In years later, the song Mississippi Goddam by Nina Simone becomes the barometer of Nina's moods whereby, sometimes, she contended while other times she was angry and troubled, especially in the case of Montreal in 1980 (Skaller, 2019). She started Mississippi Goddam as initially composed, but years later, she improvised the song as she had composed this song at a personal anger and anguish moment. Nina's incisive lyrics still resonate decades later, offering both a gauge of racial progress and a history lesson as well as a timeless plea that appears at the prescription near the end of the song that says that "You don't have to live next to
me/Just give me my equality"(Skaller, 2019)
References
Feldstein, R. (2005). "I Don't Trust You Anymore": Nina Simone, Culture, and Black Activism in the 1960s. The Journal of American History, 91(4), 1349-1379.
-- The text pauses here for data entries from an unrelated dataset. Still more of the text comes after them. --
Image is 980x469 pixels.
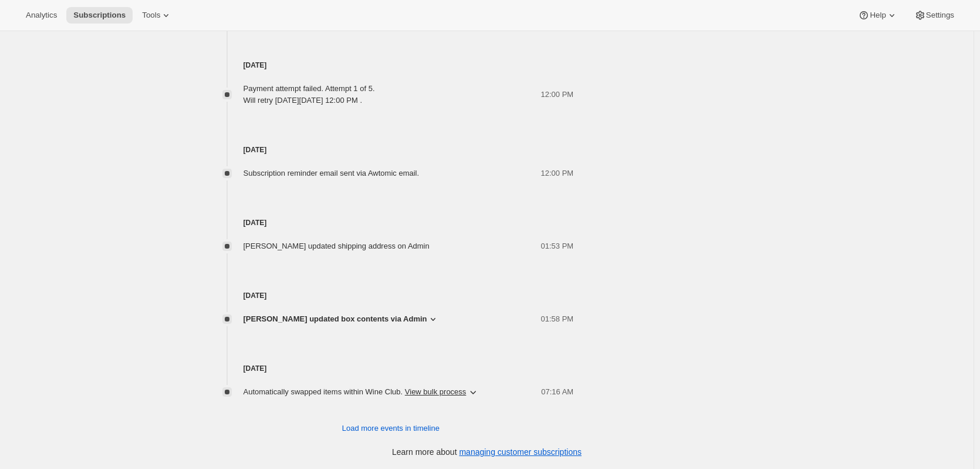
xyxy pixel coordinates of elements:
span: Tools [142,11,160,20]
button: Tools [135,7,179,23]
span: [PERSON_NAME] updated shipping address on Admin [244,241,430,250]
button: Settings [907,7,962,23]
span: Load more events in timeline [342,422,440,434]
button: Subscriptions [66,7,133,23]
div: Payment attempt failed. Attempt 1 of 5. Will retry [DATE][DATE] 12:00 PM . [244,82,375,107]
button: Automatically swapped items within Wine Club. View bulk process [236,383,486,401]
span: Subscriptions [74,11,126,20]
h4: [DATE] [208,217,574,229]
button: Analytics [18,7,64,23]
span: 12:00 PM [541,168,574,179]
button: Load more events in timeline [335,419,446,438]
h4: [DATE] [208,59,574,71]
button: [PERSON_NAME] updated box contents via Admin [244,313,439,325]
h4: [DATE] [208,362,574,374]
span: Automatically swapped items within Wine Club . [244,386,467,397]
p: Learn more about [392,446,582,457]
span: Help [870,11,886,20]
span: 12:00 PM [541,89,574,101]
h4: [DATE] [208,290,574,301]
h4: [DATE] [208,144,574,156]
span: Analytics [26,11,57,20]
button: Help [851,7,904,23]
span: Settings [926,11,955,20]
span: 01:53 PM [541,240,574,252]
span: [PERSON_NAME] updated box contents via Admin [244,313,427,325]
button: View bulk process [405,387,467,396]
span: Subscription reminder email sent via Awtomic email. [244,169,419,177]
span: 01:58 PM [541,313,574,325]
span: 07:16 AM [541,386,573,397]
a: managing customer subscriptions [459,447,582,456]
Kernodle, T. L. (2008). "I Wish I Knew How it Would Feel to be Free": Nina Simone and the Redefining of the Freedom Song of the 1960s. Journal of the Society for American Music, 2(3), 295-317.
Loudermilk, A. (2013). Nina Simone & the Civil Rights Movement: protest at her piano, audience at her feet. Journal of International Women's Studies, 14(3), 121-136.
Skaller, S. (2019). The Protest Music of Nina Simone and Buffy Sainte-Marie: Trauma, Gender-Based Violence, and Minority Feminisms. McGill University (Canada).